Tories choose Libman to run in Mount Royal

Robert Libman, left, and Denis Lebel speak to the media after Libman was chosen as the Conservative candidate for Mount Royal. JANICE ARNOLD PHOTO

MONTREAL — The party’s evident support for Pascale Déry was not enough for her to win the Conservative nomination in Mount Royal.

Robert Libman will be the Conservative candidate in the Montreal riding in the federal election scheduled for Oct. 19.

At the April 26 nomination meeting held at the YM-YWHA, party officials announced that 1,668 ballots were cast. The breakdown was not disclosed, but Déry later told the media that it was “tight.”

The party said it now has 3,000 members in Mount Royal, an all-time high in this riding that has been Liberal for 75 years.

That record is thanks to the vigorous campaigns conducted by both Libman and Déry.

The result means Libman, 54, the former mayor of Côte St. Luc, will face off against the current mayor, Liberal candidate Anthony Housefather, 44.

Mount Royal, whose population is about 35 per cent Jewish, has been represented by Irwin Cotler since 1999.

This and the Liberals' nomination in Novermber were the first contested nominations by either party in the riding since the Liberals' last one in 1984.

Lawyer Neil Drabkin suddenly withdrew his nomination on April 22 at a closed-door meet-the-candidates meeting and threw his support behind Déry.

Drabkin, who served as chief of staff to two Harper cabinet ministers, entered the race just before the March 26 deadline. He said he had been asked to run by longtime riding members because they were concerned by what they saw as an unhealthy Ashkenazi-Sephardi split between Libman and Déry’s supporters.

He said his decision to support Déry was “a gesture I believed to be in the best interests of the party.”

A fourth would-be candidate, Suburban editor Beryl Wajsman, bowed out just before the deadline. He did not endorse anyone.

Libman, an architect, launched his campaign back in the summer. Déry, 38, a political newcomer with a 15-year career in television journalism, entered in January.

It was clear the Conservatives’ Quebec wing favoured Déry. Cabinet ministers Steven Blaney and Maxime Bernier and Senator Jacques Demers campaigned for her.

Young, attractive and francophone, she was a media personality they thought could change the Conservatives’ image in Quebec.

She clearly also enjoyed strong support from her Sephardi community, and momentum appeared to be on her side.

Libman was still perceived by some as an English-rights militant because of his leadership of the Equality Party in the late 1980s and early ’90s.

Federal Infrastructure Minister Denis Lebel, the Conservatives’ Quebec lieutenant, after Libman’s victory, quickly tried to dispel that, saying his experience and wide recognition are assets.

The riding association’s nomination chair Gary Shapiro told The CJN that the drama surrounding this nomination speaks well for the Conservatives’ fortunes.
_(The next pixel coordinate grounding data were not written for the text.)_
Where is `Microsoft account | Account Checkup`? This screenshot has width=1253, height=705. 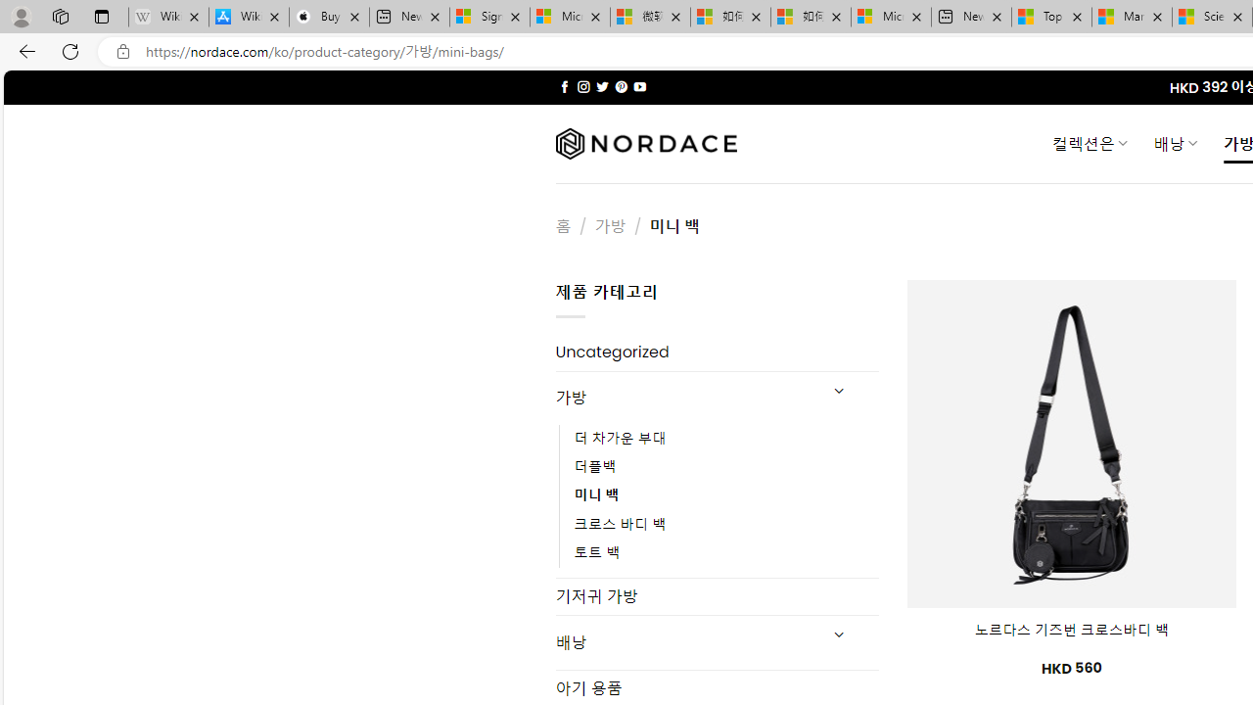 Microsoft account | Account Checkup is located at coordinates (891, 18).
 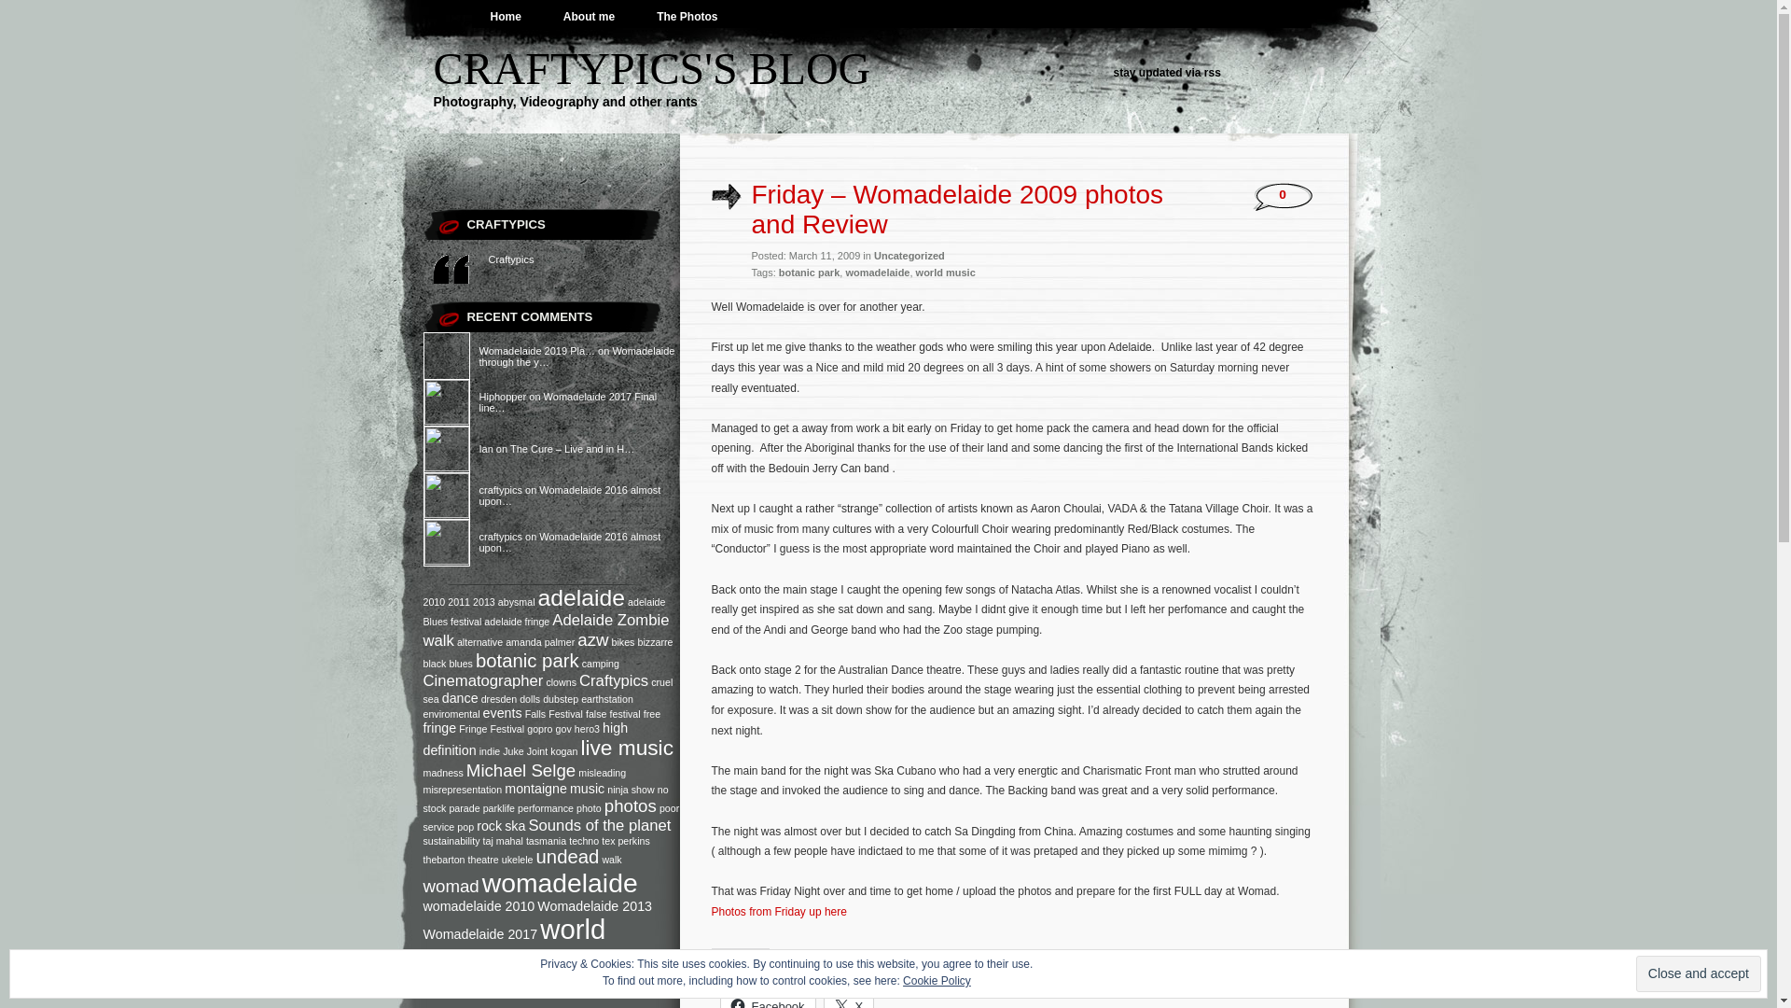 What do you see at coordinates (651, 69) in the screenshot?
I see `CRAFTYPICS'S BLOG` at bounding box center [651, 69].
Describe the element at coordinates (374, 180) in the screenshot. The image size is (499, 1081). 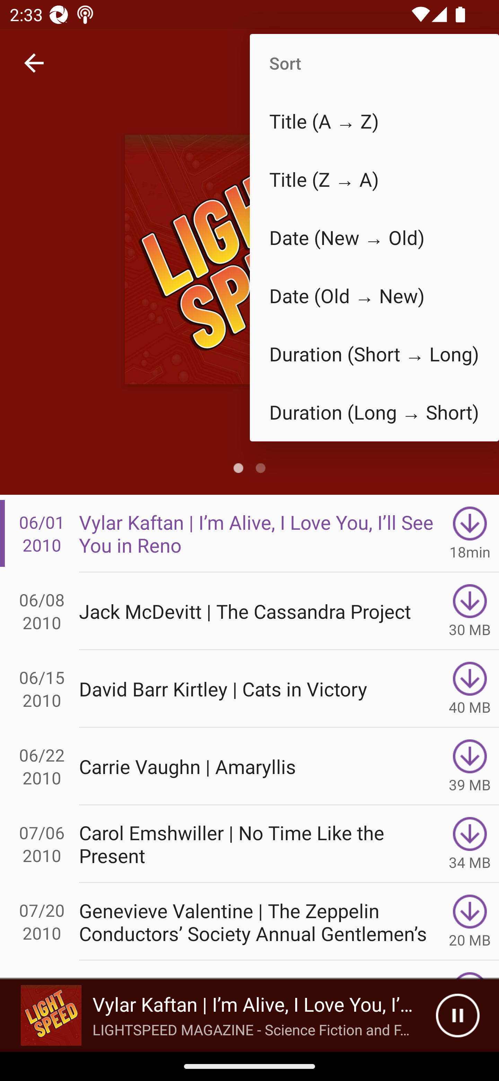
I see `Title (Z → A)` at that location.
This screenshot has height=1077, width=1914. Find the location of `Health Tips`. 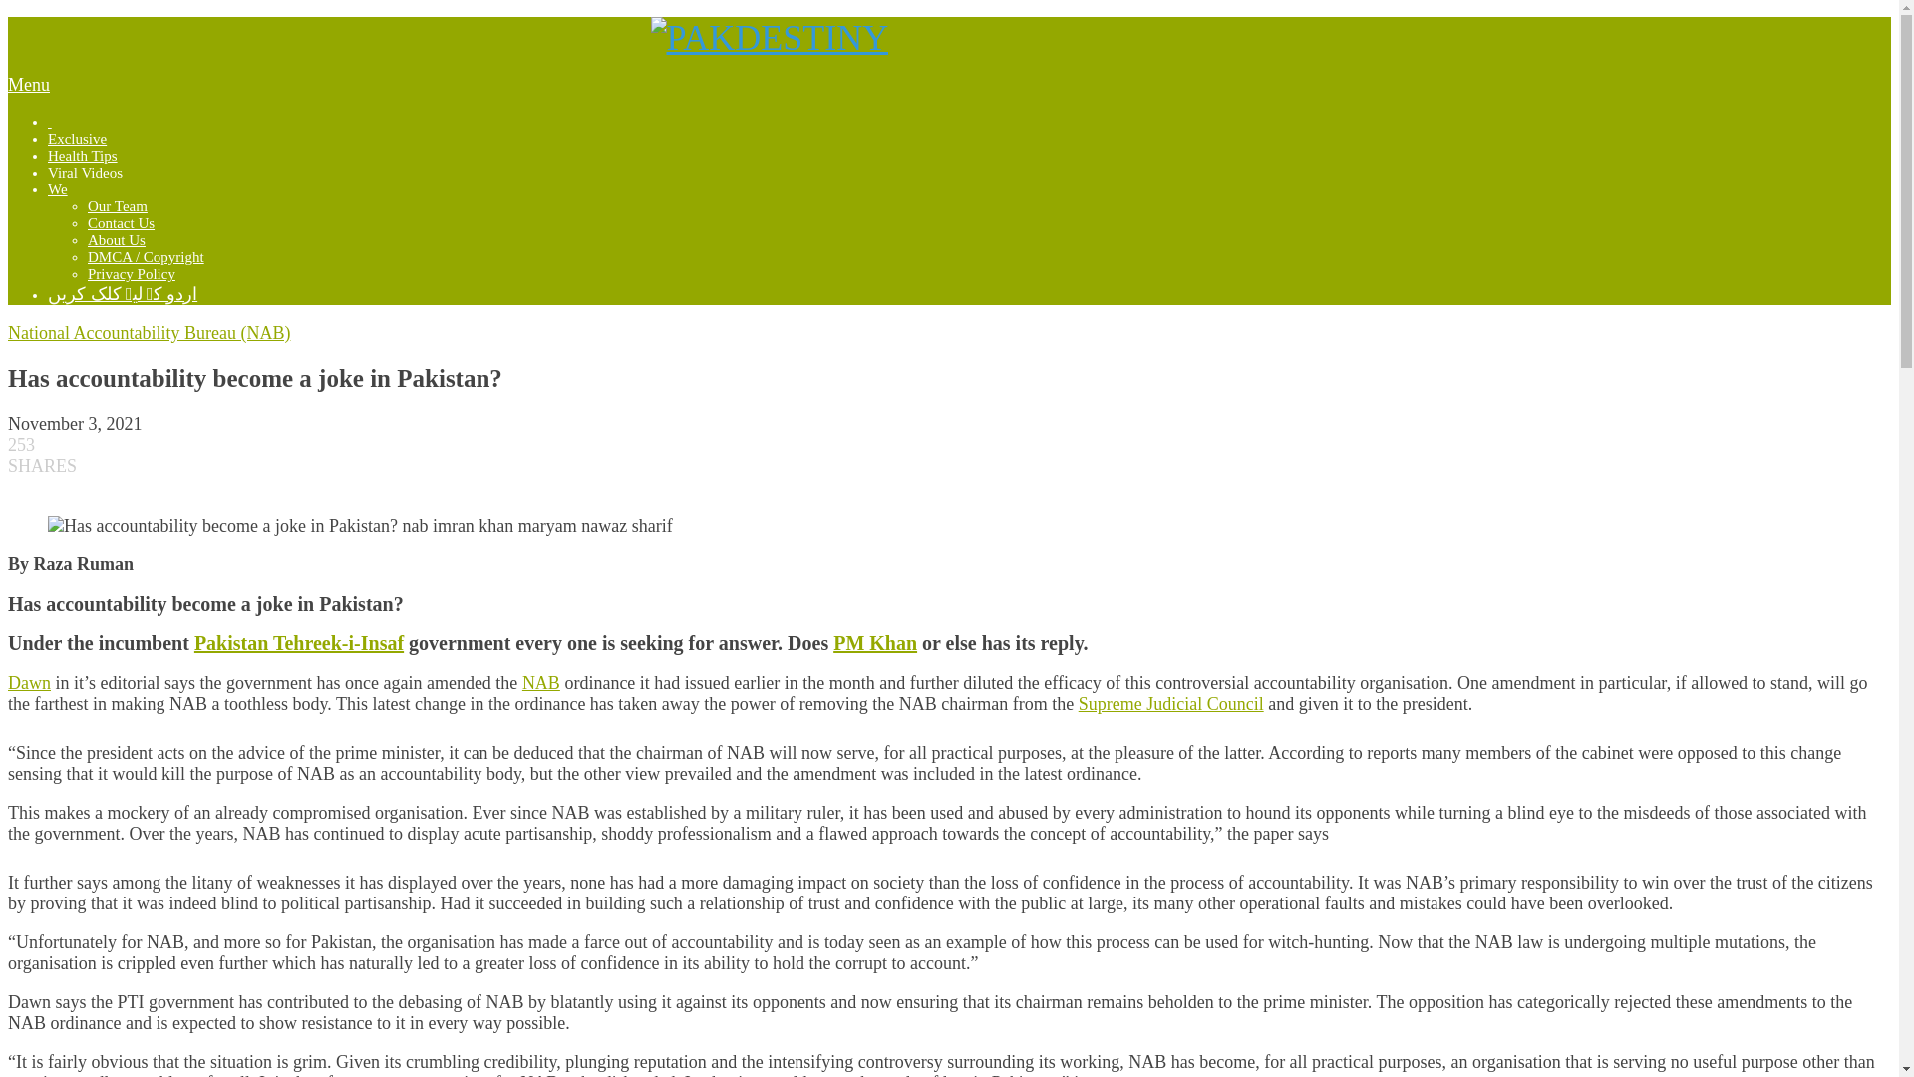

Health Tips is located at coordinates (82, 156).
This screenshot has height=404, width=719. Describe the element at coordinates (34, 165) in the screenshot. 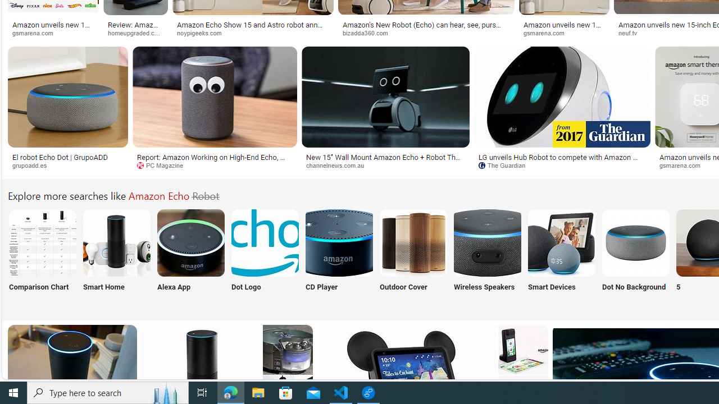

I see `grupoadd.es` at that location.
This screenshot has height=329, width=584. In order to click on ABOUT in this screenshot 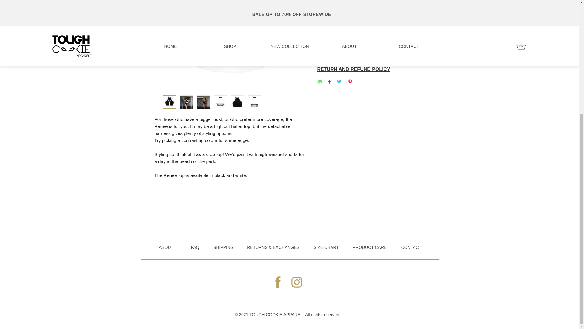, I will do `click(166, 247)`.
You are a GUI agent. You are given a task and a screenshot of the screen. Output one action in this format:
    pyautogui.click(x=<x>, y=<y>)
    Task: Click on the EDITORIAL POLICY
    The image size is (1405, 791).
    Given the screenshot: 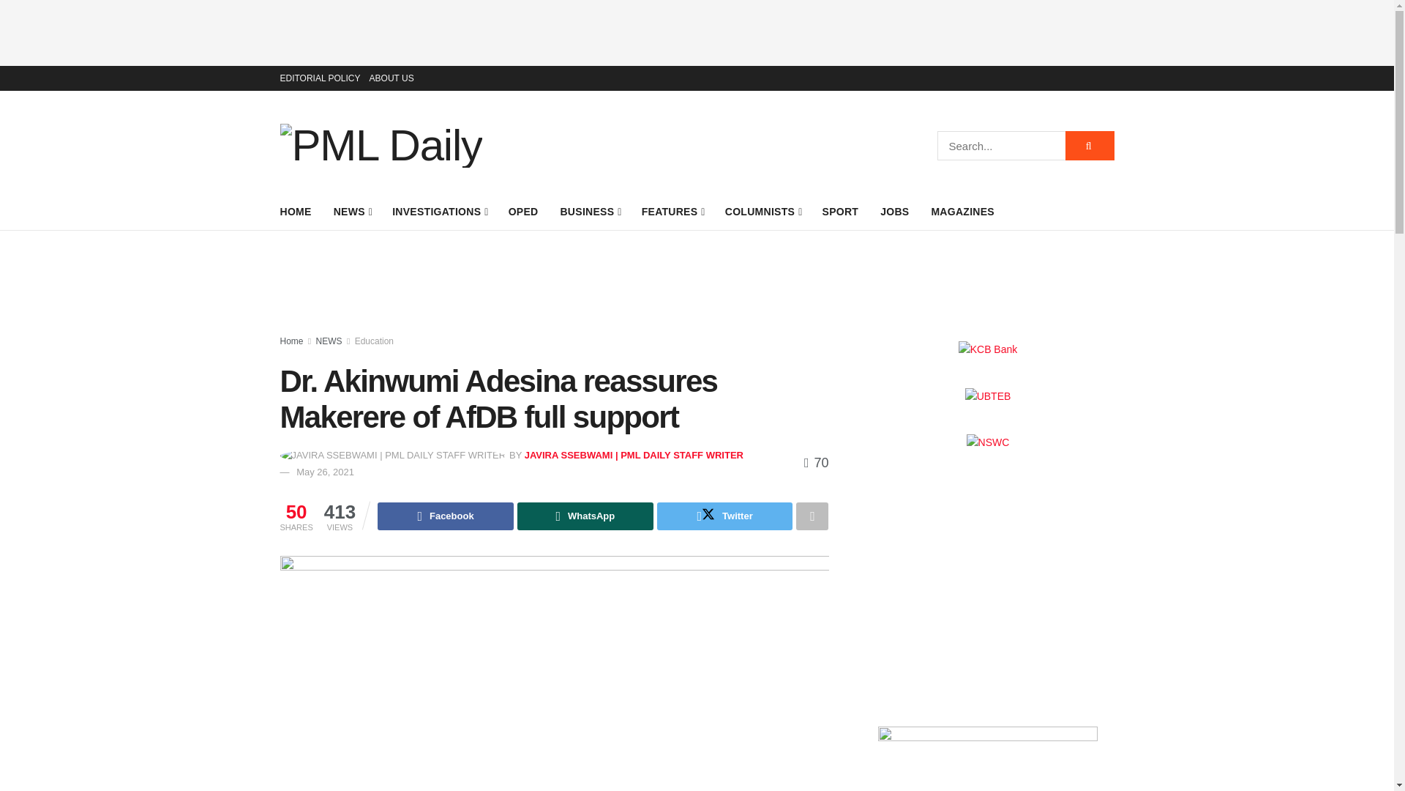 What is the action you would take?
    pyautogui.click(x=319, y=78)
    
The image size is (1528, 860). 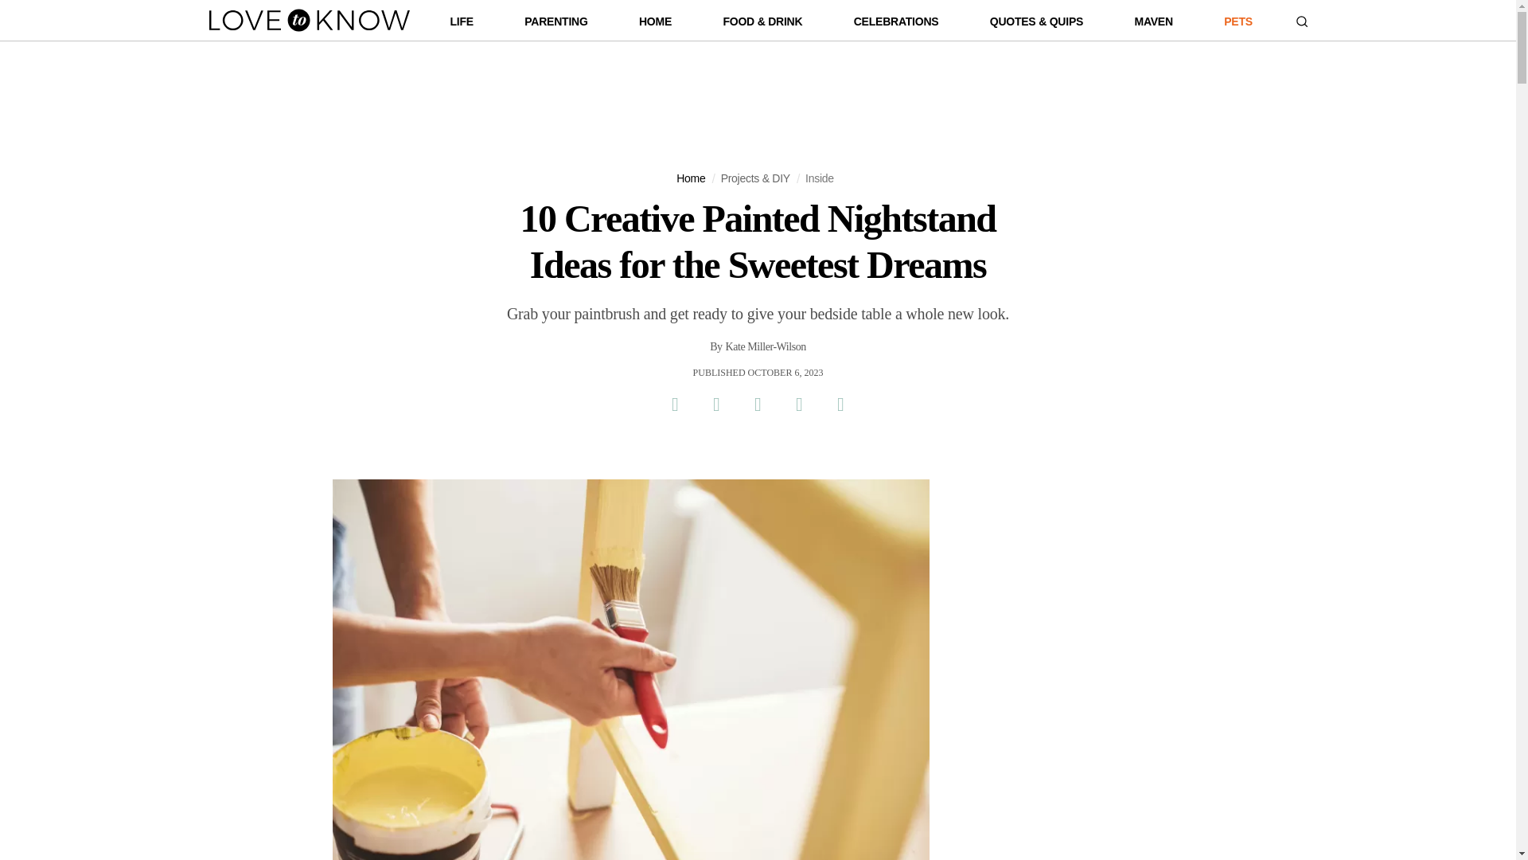 I want to click on Share on Facebook, so click(x=674, y=404).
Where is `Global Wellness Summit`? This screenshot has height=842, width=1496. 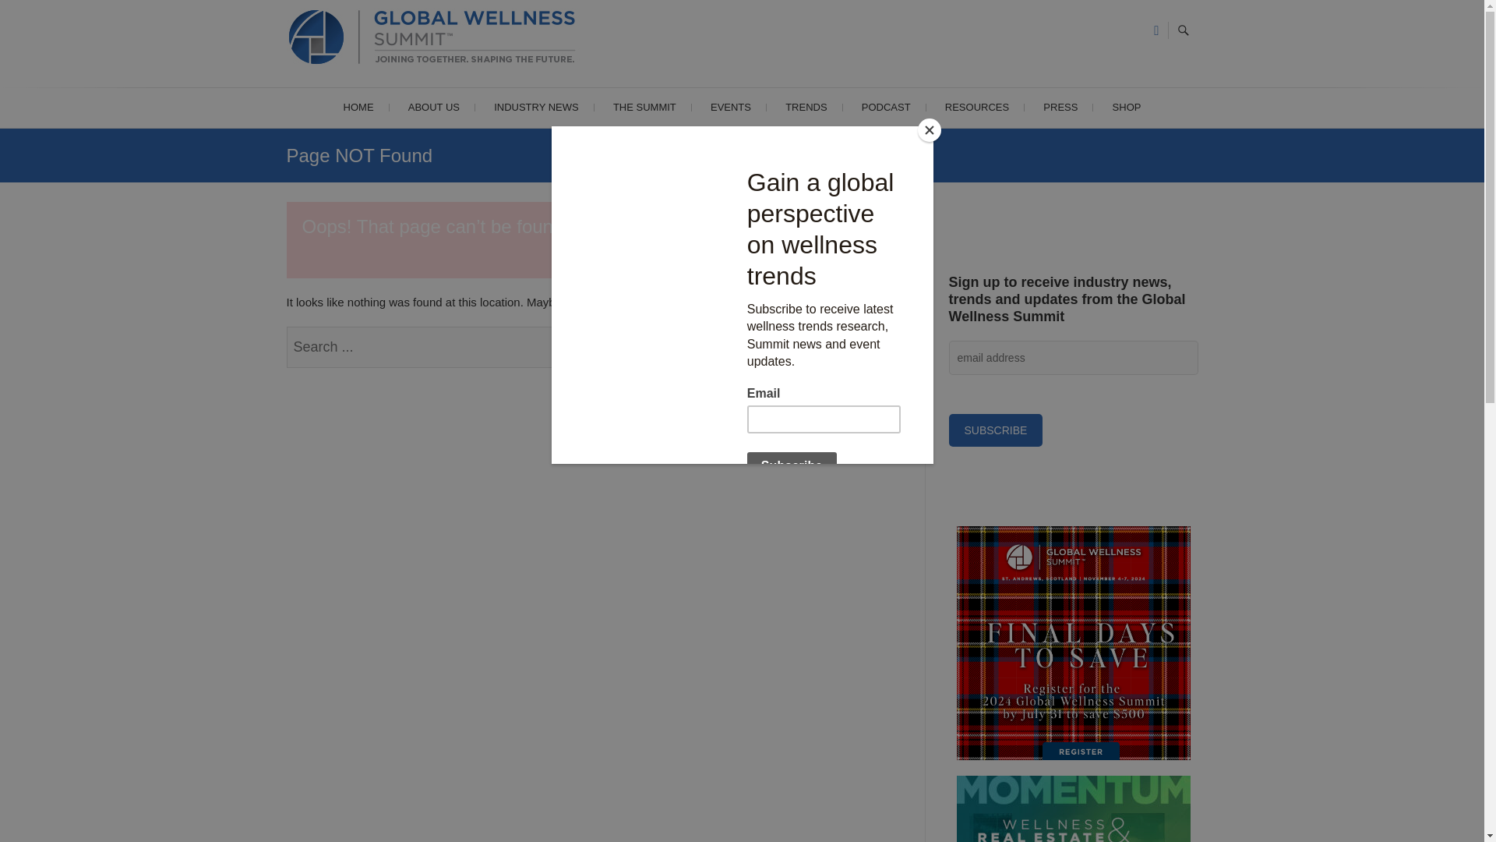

That four people at some point sought to carry the party banner is a watershed in a riding where in the past “we had to twist somebody’s arm.”

The campaign unofficially began with Lebel disparaging Liberal Leader Justin Trudeau as “not having the judgment to be prime minister.”

Libman said Housefather lacks his experience as a member of the National Assembly and of the Montreal executive committee. He is confident he has support “in all corners and layers of the riding,” not just Côte St. Luc.

Asked about any party bias, he said, “The party did not interfere or take sides, from my perspective.”

Libman stressed the need for unity and said “there is an important place for Pascale in the centre of the party.”

Déry, who made no concession remarks, told the media she thinks the assumption she was the party’s official pick can now be put to rest after the result.

She was indefinite about a future role in the party or election. “I just want to take some time off. It’s too soon to say what role I might have.”

Libman sounded confident. “In 1989, I won in the safest Liberal seat in the province [D’Arcy McGee]. This time I will win in what has been called the safest Liberal riding in Canada.”

While the Liberals’ popularity in Mount Royal has been dropping, especially in the last two elections, that trend may be reversing. The website threehundredeight.com, which tracks polling, estimated on April 24 that the Liberals will get 67 per cent of the vote and the Tories just 20 per cent in the election.